Since IAS values from different studies are comparable, we noticed that values similar to those found here were observed when C. parvum isolates from human and bovine sources in Scotland were analyzed as a single population (11, 12). This suggests that human and bovine hosts inhabiting the same geographical area essentially behave like different “herds” harboring distinct parasite populations. Based on these observations, it appears that human C. parvum cryptosporidiosis is not always zoonotic, as typically assumed (8, 14), because frequent animal-to-human transmission would eliminate host-specific population substructuring and LD. Consequently, these observations raise the possibility that human-to-human transmission of C. parvum may be more important than has been assumed. The unique multilocus genotypes encountered in a horse and a goat from Israel may extend the model of host-specific C. parvum subpopulations to other livestock species.

Because of the presence of numerous genotypically mixed isolates in Turkey, we were unable to determine the number of multilocus genotypes. Where multiple mixed profiles were found within a multilocus genotype, a theoretically maximal number of genotypes could be calculated by assuming that all possible allele combinations were present in the population. Since this number greatly exceeded the number of isolates that were actually typed, the number remains hypothetical. To investigate how parasite populations within herds are structured, multiple genomes from the same herd need to be isolated and genotyped individually. Such an analysis is currently difficult, if not impossible, to perform, because it is not possible to isolate and propagate single sporozoites at this time. Alternatively, analysis of individual oocysts, which contain four genomes, and populations derived from such oocysts would still provide meaningful information. We hypothesize that such an analysis would show that parasites that infect individual herds are panmictic.

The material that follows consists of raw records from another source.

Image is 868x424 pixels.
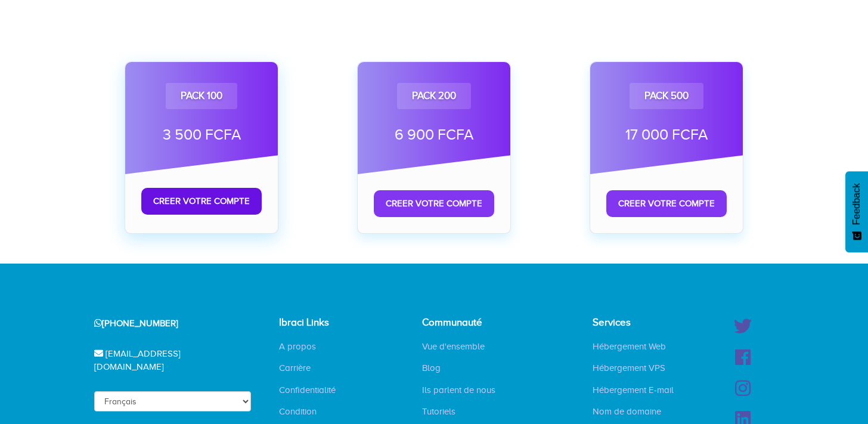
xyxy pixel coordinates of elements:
a: A propos [270,341,325,352]
a: Ils parlent de nous [413,384,505,396]
a: Blog [413,363,449,374]
a: Confidentialité [270,384,345,396]
div: [EMAIL_ADDRESS][DOMAIN_NAME] [80,339,251,383]
a: Nom de domaine [583,406,670,418]
a: Tutoriels [413,406,464,418]
div: Pack 500 [630,83,704,109]
div: Pack 200 [397,83,471,109]
a: Creer votre compte [374,191,494,217]
a: Vue d'ensemble [413,341,494,352]
a: Carrière [270,363,320,374]
h4: Ibraci Links [279,317,357,329]
a: Creer votre compte [141,188,262,215]
a: Creer votre compte [607,191,727,217]
div: [PHONE_NUMBER] [80,309,251,339]
span: Feedback [852,183,862,225]
a: Condition [270,406,325,418]
h4: Services [593,317,682,329]
a: Hébergement E-mail [583,384,682,396]
div: 3 500 FCFA [141,124,262,146]
button: Feedback - Afficher l’enquête [845,171,868,252]
a: Hébergement VPS [583,363,674,374]
div: 6 900 FCFA [374,124,494,146]
h4: Communauté [422,317,505,329]
div: 17 000 FCFA [607,124,727,146]
div: Pack 100 [166,83,238,109]
a: Hébergement Web [583,341,675,352]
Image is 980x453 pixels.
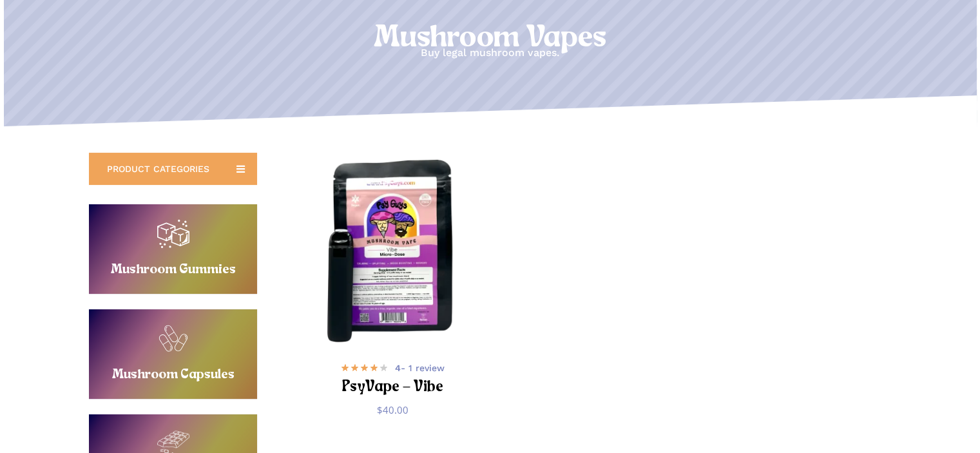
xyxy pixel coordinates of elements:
h2: PsyVape – Vibe [314,376,471,400]
a: 4- 1 review PsyVape – Vibe [314,360,471,393]
a: PsyVape - Vibe [299,155,487,344]
span: - 1 review [395,361,444,374]
b: 4 [395,363,400,373]
span: PRODUCT CATEGORIES [107,162,209,175]
span: $ [377,404,383,416]
bdi: 40.00 [377,404,408,416]
img: Psy Guys mushroom vape package and device [299,155,487,344]
a: PRODUCT CATEGORIES [89,153,257,185]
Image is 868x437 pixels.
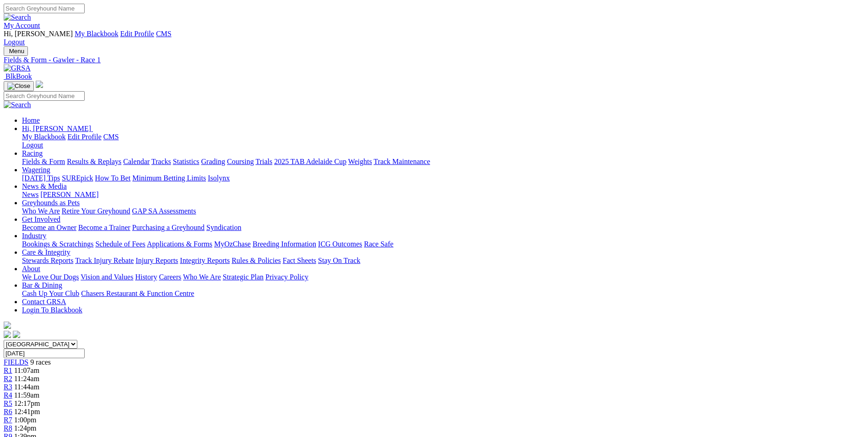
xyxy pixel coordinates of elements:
a: Grading [201,158,225,165]
span: 9 races [30,358,51,366]
a: Minimum Betting Limits [132,174,206,182]
a: Who We Are [22,207,60,215]
a: Injury Reports [135,256,178,264]
a: 2025 TAB Adelaide Cup [274,158,347,165]
a: Strategic Plan [223,273,263,281]
a: My Account [4,21,40,29]
a: [PERSON_NAME] [40,190,98,198]
span: 11:24am [14,374,39,382]
a: Fields & Form [22,158,65,165]
span: BlkBook [6,72,32,80]
a: Weights [348,158,372,165]
div: About [22,273,864,281]
a: Race Safe [364,240,393,248]
a: Tracks [151,158,171,165]
a: Home [22,116,40,124]
a: Become an Owner [22,223,77,231]
a: CMS [156,30,172,37]
img: Search [4,101,31,109]
img: GRSA [4,64,31,72]
span: 12:41pm [14,407,40,415]
a: Track Injury Rebate [75,256,134,264]
a: R6 [4,407,12,415]
a: R5 [4,400,12,407]
span: 11:59am [14,391,39,399]
a: History [135,273,157,281]
a: Edit Profile [120,30,154,37]
a: R3 [4,383,12,391]
div: Industry [22,240,864,248]
a: Statistics [173,158,200,165]
img: Search [4,13,31,21]
a: Applications & Forms [147,240,212,248]
button: Toggle navigation [4,81,34,91]
a: Contact GRSA [22,298,66,306]
span: 1:00pm [14,416,36,424]
a: Industry [22,232,46,239]
a: Vision and Values [80,273,133,281]
div: Wagering [22,174,864,182]
a: Retire Your Greyhound [61,207,130,215]
span: R4 [4,391,12,399]
a: How To Bet [95,174,131,182]
button: Toggle navigation [4,46,28,56]
a: Track Maintenance [374,158,430,165]
a: Purchasing a Greyhound [132,223,205,231]
a: Coursing [227,158,254,165]
a: Greyhounds as Pets [22,199,79,206]
div: Care & Integrity [22,256,864,265]
a: Logout [4,38,25,46]
a: Calendar [123,158,150,165]
a: FIELDS [4,358,29,366]
a: CMS [103,133,119,140]
input: Search [4,91,84,101]
a: R1 [4,366,12,374]
span: Hi, [PERSON_NAME] [4,30,73,37]
a: My Blackbook [22,133,66,140]
a: Cash Up Your Club [22,289,79,297]
a: Fact Sheets [283,256,316,264]
a: Get Involved [22,215,60,223]
a: Logout [22,141,43,149]
a: Rules & Policies [231,256,281,264]
div: Hi, [PERSON_NAME] [22,133,864,149]
img: facebook.svg [4,331,11,338]
a: R2 [4,374,12,382]
a: Syndication [206,223,241,231]
span: Hi, [PERSON_NAME] [22,125,91,133]
a: News & Media [22,182,67,190]
a: R8 [4,424,12,432]
span: 11:44am [14,383,39,391]
a: Stay On Track [318,256,360,264]
a: Bookings & Scratchings [22,240,93,248]
img: logo-grsa-white.png [36,81,43,88]
a: Who We Are [183,273,221,281]
a: Privacy Policy [265,273,309,281]
a: BlkBook [4,72,32,80]
a: Trials [255,158,272,165]
div: Racing [22,158,864,166]
input: Search [4,4,84,13]
a: GAP SA Assessments [132,207,196,215]
a: Chasers Restaurant & Function Centre [81,289,194,297]
a: We Love Our Dogs [22,273,79,281]
a: Integrity Reports [180,256,230,264]
a: R7 [4,416,12,424]
div: My Account [4,30,864,46]
span: 1:24pm [14,424,36,432]
a: My Blackbook [74,30,118,37]
a: Login To Blackbook [22,306,82,314]
a: Breeding Information [253,240,316,248]
a: About [22,265,40,272]
div: Bar & Dining [22,289,864,298]
img: Close [7,82,30,90]
a: Fields & Form - Gawler - Race 1 [4,56,864,64]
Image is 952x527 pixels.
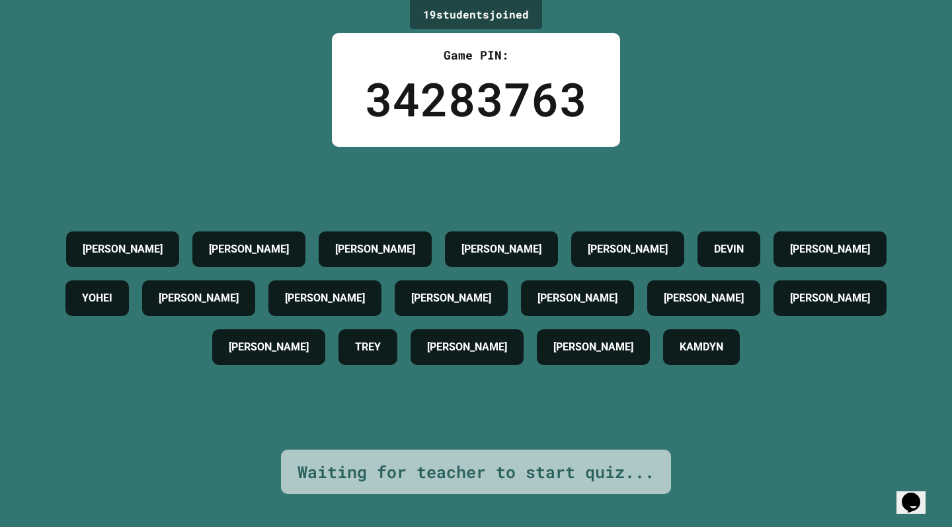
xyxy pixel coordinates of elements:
div: Game PIN: [365,46,587,64]
h4: [PERSON_NAME] [553,339,633,355]
div: Waiting for teacher to start quiz... [297,459,654,484]
h4: [PERSON_NAME] [209,241,289,257]
h4: TREY [355,339,381,355]
h4: DEVIN [714,241,743,257]
h4: [PERSON_NAME] [83,241,163,257]
h4: [PERSON_NAME] [461,241,541,257]
h4: [PERSON_NAME] [411,290,491,306]
div: 34283763 [365,64,587,133]
h4: [PERSON_NAME] [285,290,365,306]
h4: [PERSON_NAME] [790,241,870,257]
h4: [PERSON_NAME] [229,339,309,355]
h4: [PERSON_NAME] [537,290,617,306]
h4: [PERSON_NAME] [427,339,507,355]
h4: YOHEI [82,290,112,306]
h4: [PERSON_NAME] [588,241,667,257]
h4: [PERSON_NAME] [790,290,870,306]
h4: [PERSON_NAME] [335,241,415,257]
h4: [PERSON_NAME] [159,290,239,306]
iframe: chat widget [896,474,938,513]
h4: KAMDYN [679,339,723,355]
h4: [PERSON_NAME] [663,290,743,306]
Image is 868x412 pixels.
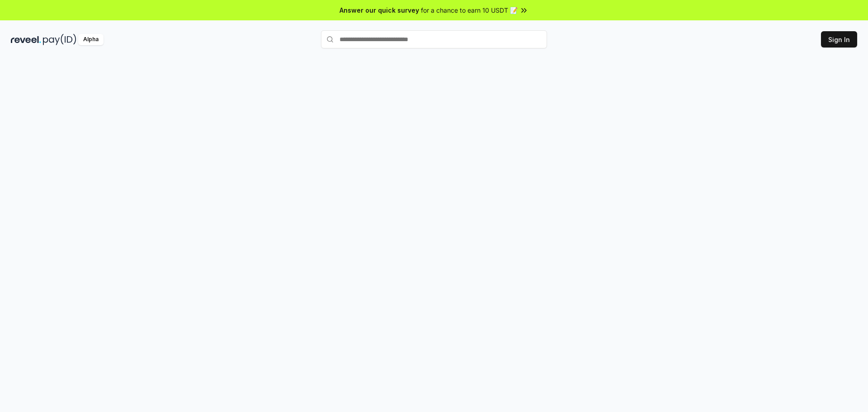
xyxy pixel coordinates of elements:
[340,5,419,15] span: Answer our quick survey
[43,34,77,45] img: pay_id
[421,5,518,15] span: for a chance to earn 10 USDT 📝
[821,31,858,47] button: Sign In
[11,34,41,45] img: reveel_dark
[78,34,104,45] div: Alpha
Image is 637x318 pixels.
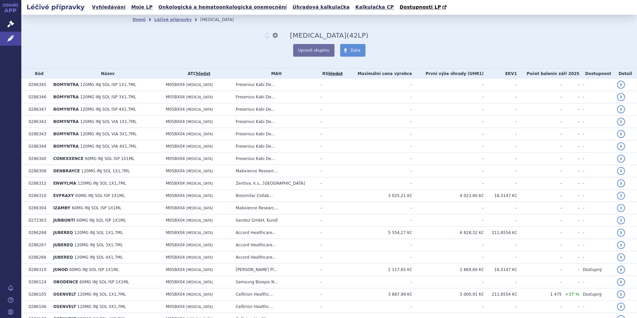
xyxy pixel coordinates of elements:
[345,276,412,288] td: -
[484,263,517,276] td: 16,5147 Kč
[561,226,579,239] td: -
[25,69,50,79] th: Kód
[186,157,213,161] span: [MEDICAL_DATA]
[484,276,517,288] td: -
[579,226,613,239] td: -
[484,140,517,153] td: -
[232,263,317,276] td: [PERSON_NAME] Pl...
[345,214,412,226] td: -
[617,191,625,199] a: detail
[25,251,50,263] td: 0286266
[561,79,579,91] td: -
[484,251,517,263] td: -
[166,132,185,136] span: M05BX04
[617,278,625,286] a: detail
[53,132,79,136] span: BOMYNTRA
[163,69,232,79] th: ATC
[617,216,625,224] a: detail
[412,276,484,288] td: -
[53,230,73,235] span: JUBEREQ
[166,255,185,259] span: M05BX04
[345,251,412,263] td: -
[290,31,346,39] span: DENOSUMAB
[517,103,561,116] td: -
[517,276,561,288] td: -
[166,193,185,198] span: M05BX04
[186,95,213,99] span: [MEDICAL_DATA]
[166,107,185,112] span: M05BX04
[80,144,137,149] span: 120MG INJ SOL VIA 4X1,7ML
[25,128,50,140] td: 0286343
[579,263,613,276] td: Dostupný
[317,103,345,116] td: -
[80,107,136,112] span: 120MG INJ SOL ISP 4X1,7ML
[412,128,484,140] td: -
[156,3,289,12] a: Onkologická a hematoonkologická onemocnění
[617,302,625,310] a: detail
[345,288,412,300] td: 3 887,99 Kč
[166,218,185,222] span: M05BX04
[613,69,637,79] th: Detail
[317,214,345,226] td: -
[617,265,625,273] a: detail
[186,108,213,111] span: [MEDICAL_DATA]
[579,276,613,288] td: -
[81,168,130,173] span: 120MG INJ SOL 1X1,7ML
[484,189,517,202] td: 16,5147 Kč
[317,116,345,128] td: -
[617,204,625,212] a: detail
[186,145,213,148] span: [MEDICAL_DATA]
[232,79,317,91] td: Fresenius Kabi De...
[412,165,484,177] td: -
[186,305,213,308] span: [MEDICAL_DATA]
[617,142,625,150] a: detail
[412,153,484,165] td: -
[579,300,613,313] td: -
[186,255,213,259] span: [MEDICAL_DATA]
[317,276,345,288] td: -
[53,279,78,284] span: OBODENCE
[561,300,579,313] td: -
[272,31,278,39] button: nastavení
[74,242,123,247] span: 120MG INJ SOL 3X1,7ML
[317,165,345,177] td: -
[412,140,484,153] td: -
[25,226,50,239] td: 0286268
[561,276,579,288] td: -
[85,156,135,161] span: 60MG INJ SOL ISP 1X1ML
[166,267,185,272] span: M05BX04
[412,214,484,226] td: -
[317,202,345,214] td: -
[579,79,613,91] td: -
[232,226,317,239] td: Accord Healthcare...
[25,202,50,214] td: 0286304
[186,268,213,271] span: [MEDICAL_DATA]
[232,165,317,177] td: Mabxience Researc...
[290,3,352,12] a: Úhradová kalkulačka
[186,181,213,185] span: [MEDICAL_DATA]
[74,230,123,235] span: 120MG INJ SOL 1X1,7ML
[561,202,579,214] td: -
[579,251,613,263] td: -
[579,116,613,128] td: -
[484,103,517,116] td: -
[412,239,484,251] td: -
[133,17,146,22] a: Domů
[53,205,71,210] span: IZAMBY
[617,167,625,175] a: detail
[617,253,625,261] a: detail
[317,140,345,153] td: -
[579,288,613,300] td: Dostupný
[166,242,185,247] span: M05BX04
[617,81,625,89] a: detail
[200,15,242,25] li: DENOSUMAB
[317,239,345,251] td: -
[340,44,365,57] a: Data
[517,189,561,202] td: -
[345,79,412,91] td: -
[69,267,119,272] span: 60MG INJ SOL ISP 1X1ML
[561,116,579,128] td: -
[484,177,517,189] td: -
[579,202,613,214] td: -
[166,119,185,124] span: M05BX04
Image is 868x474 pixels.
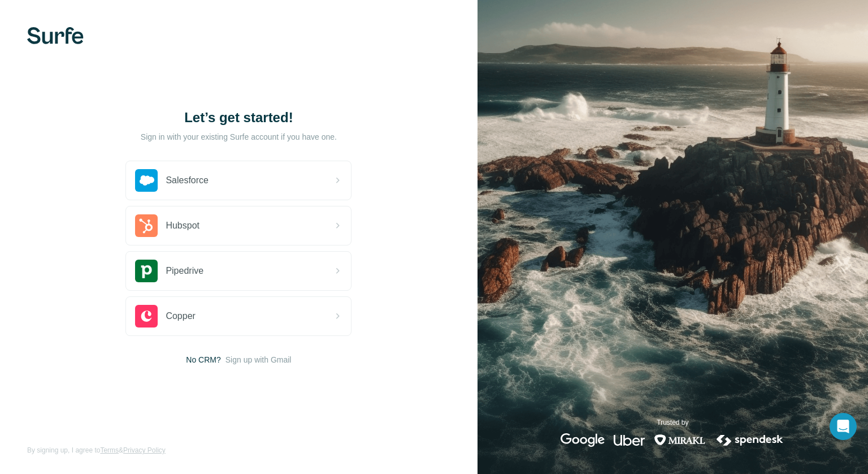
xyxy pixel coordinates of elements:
[27,445,165,455] span: By signing up, I agree to &
[614,433,645,447] img: uber's logo
[165,219,199,233] span: Hubspot
[100,446,118,454] a: Terms
[135,259,157,283] img: pipedrive's logo
[186,354,220,366] span: No CRM?
[830,413,856,440] div: Open Intercom Messenger
[654,433,706,447] img: mirakl's logo
[135,215,157,237] img: hubspot's logo
[135,305,157,327] img: copper's logo
[225,354,292,366] button: Sign up with Gmail
[27,27,84,44] img: Surfe's logo
[165,173,209,187] span: Salesforce
[656,418,688,428] p: Trusted by
[715,433,785,447] img: spendesk's logo
[123,446,165,454] a: Privacy Policy
[560,433,604,447] img: google's logo
[135,169,157,191] img: salesforce's logo
[126,108,352,126] h1: Let’s get started!
[165,264,204,277] span: Pipedrive
[165,309,195,323] span: Copper
[141,132,337,142] p: Sign in with your existing Surfe account if you have one.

Probably the most obvious question raised by our analysis is why genetically distinct populations of C. parvum have emerged on different farms. Because many kibbutzim have existed for about 70 years, these populations have emerged in a relatively short time. The first possibility is that this situation resulted from the introduction into a herd of a small number of founders with an infected animal. The infection then spread to the entire herd, either because the herd was not infected or because the founder phenotype was more virulent. Alternatively, different conditions present on certain farms may have favored the outgrowth of certain genotypes. Positive selection implies the existence of different conditions on different farms, which makes this scenario less likely since all kibbutzim raise the same Israeli Holstein breed and use similar methods of husbandry and the climatic conditions are also similar.

In conclusion, in this study we examined the effect of the host population structure on the population structure of C. parvum and found that, regardless of the method of herd management, C. parvum populations were clearly structured according to farms. These observations are consistent with previous analyses of human and bovine C. parvum populations which revealed the emergence of genetically distinct genotypes in segregated host populations. This process may be the initial step leading to the differentiation of species-specific genotypes (26), which, given sufficient time, could evolve into reproductively separated populations or different species.

Acknowledgments

Financial support from the National Institute of Allergy and Infectious Diseases (grant AI52781) is gratefully acknowledged.

Lülüfer Tamer, Mersin University, Turkey, kindly provided logistical support. We thank Alex Grimberg, Massey University, New Zealand, for critical comments on the manuscript.